How to Password Protect a Hugo Website

Hugo is a static website generator that ships without a database which adds security, simplicity, and speed. But, no database means that Hugo doesn’t have a built-in solution for password protection or user management.

Luckily, your web server does have the ability to perform basic user management. This is a good solution for making a Hugo site private.

I use this very basic .htaccess configuration to prompt a user for credentials before they can access my site. In my use case, this is usually a test version of the site I share with one or two people for feedback.

To set this up:

  1. Create a new text file called ‘.htaccess’.

  2. Using your favorite text editor, populate the .htaccess with the text below. This file will tell the web server not to allow access to the page until a user name and credentials have been supplied. .htaccess file contents:

    AuthType Basic
    AuthName "Password Protected Area"
    AuthUserFile /YOUR_WEBSITE_ROOT_FOLDER/.htpasswd
    Require valid-user
    

    Typically ‘YOUR_WEBSITE_ROOT_FOLDER’ this is the public_html folder on your web host.

    YOUR_WEBSITE_ROOT_FOLDER is the server side folder that you copied the contents of the client side public folder to. This public folder was created in your local hugo site directory after running the ‘hugo’ command.

  3. Create a file named .htpasswd. This file will hold valid user names and passwords to use for authentication.

  4. To populate the file created in the previous step, you will need to generate a user name and hashed password. The tool here works well for .htaccess password generation. Copy and paste the text returned using this tool into the .htpasswd file created in the previous step. The example below is for the user ‘test’ and password ‘test’ using the Bcrypt algorithm.

  5. Now place both the .htaccess and .htpasswd files in the root directory of hosting your Hugo site - the YOUR_WEBSITE_ROOT_FOLDER outlined above.

    For example, if copying these files directly to your host, this might be the public_html folder of your web server.

    Alternatively, you could copy these two files into the ‘public’ folder that is output when running the ‘hugo’ command. After copying these files to public, you can copy the contents of your Hugo site’s public folder to your web server in one motion.


Comment by Andrew:

WordPress allows to make it login-password entry, out-of-the-box. There’s no issues with this.

For hugo though, I’d be looking for .htaccess something. So you block your website, not your server. Try to google something like password protect on static site/hugo. So in this case, you close the reading option for everyone who has no password. Some hackers could be able to access media, probably. But if you’re planning to store no sensitive information there anyway, shouldn’t be any issues with that.

It should stop search engines, which is your primary concern. But frankly, I have no idea how they work these days. What if they are so AI they can do many nasty things. You can edit robots.txt, but who knows if they’ll respect it either.

Otherwise, you can use other mediums for that, e.g. a dedicated channel somewhere, Telegram, Discord, or anything. But I guess that’s not the case for the project.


| EXERCISE OBJECTIVE |
Where does the word "height" appear in the entries below? Copy each line that holds it.

| RECORDS FOR THE EXERCISE |
#####
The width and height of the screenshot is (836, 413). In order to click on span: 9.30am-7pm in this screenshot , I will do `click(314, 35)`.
#####
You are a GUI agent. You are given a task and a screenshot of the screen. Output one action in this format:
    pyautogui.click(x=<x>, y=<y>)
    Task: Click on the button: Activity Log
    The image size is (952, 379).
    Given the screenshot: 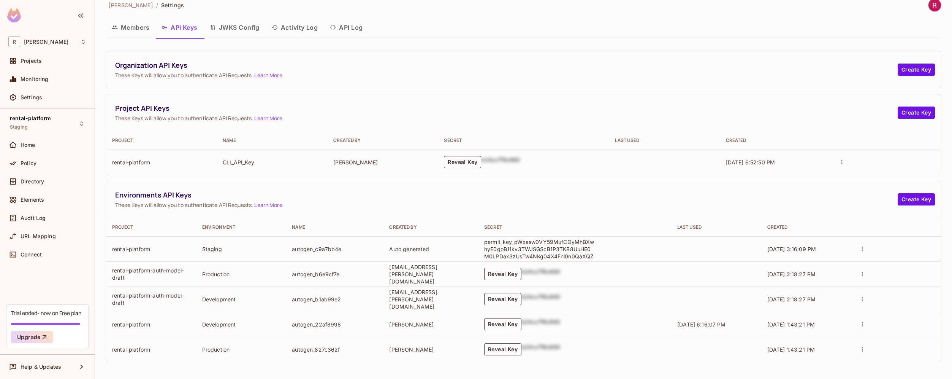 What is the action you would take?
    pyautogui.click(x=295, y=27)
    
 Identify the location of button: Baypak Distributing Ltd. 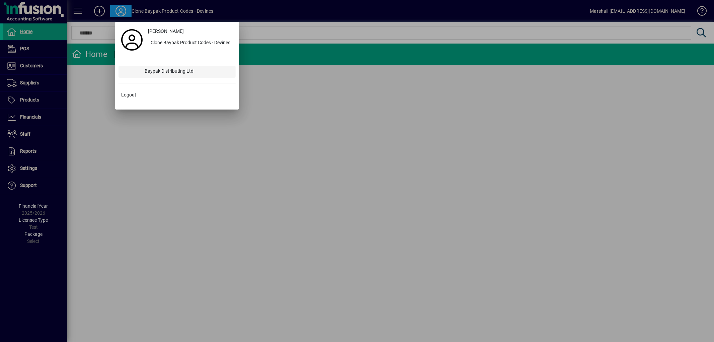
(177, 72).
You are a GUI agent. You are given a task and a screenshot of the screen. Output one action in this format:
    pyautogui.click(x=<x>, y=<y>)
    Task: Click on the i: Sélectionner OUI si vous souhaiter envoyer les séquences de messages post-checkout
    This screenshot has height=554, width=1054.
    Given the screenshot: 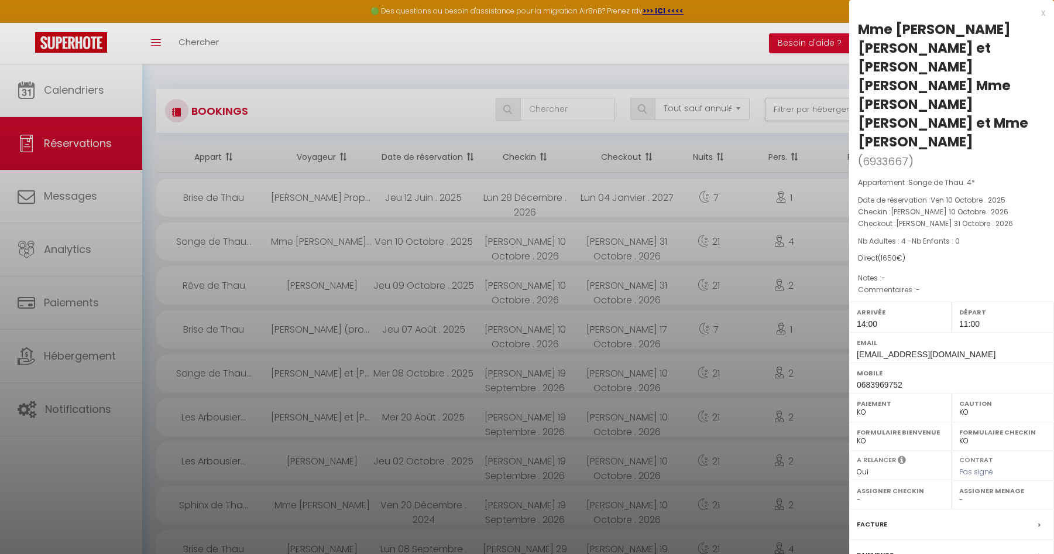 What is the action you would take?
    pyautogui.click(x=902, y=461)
#####
| RESPONSE BELOW |
The width and height of the screenshot is (836, 413). In order to click on span: 9.30am-7pm in this screenshot , I will do `click(314, 35)`.
    This screenshot has height=554, width=1054.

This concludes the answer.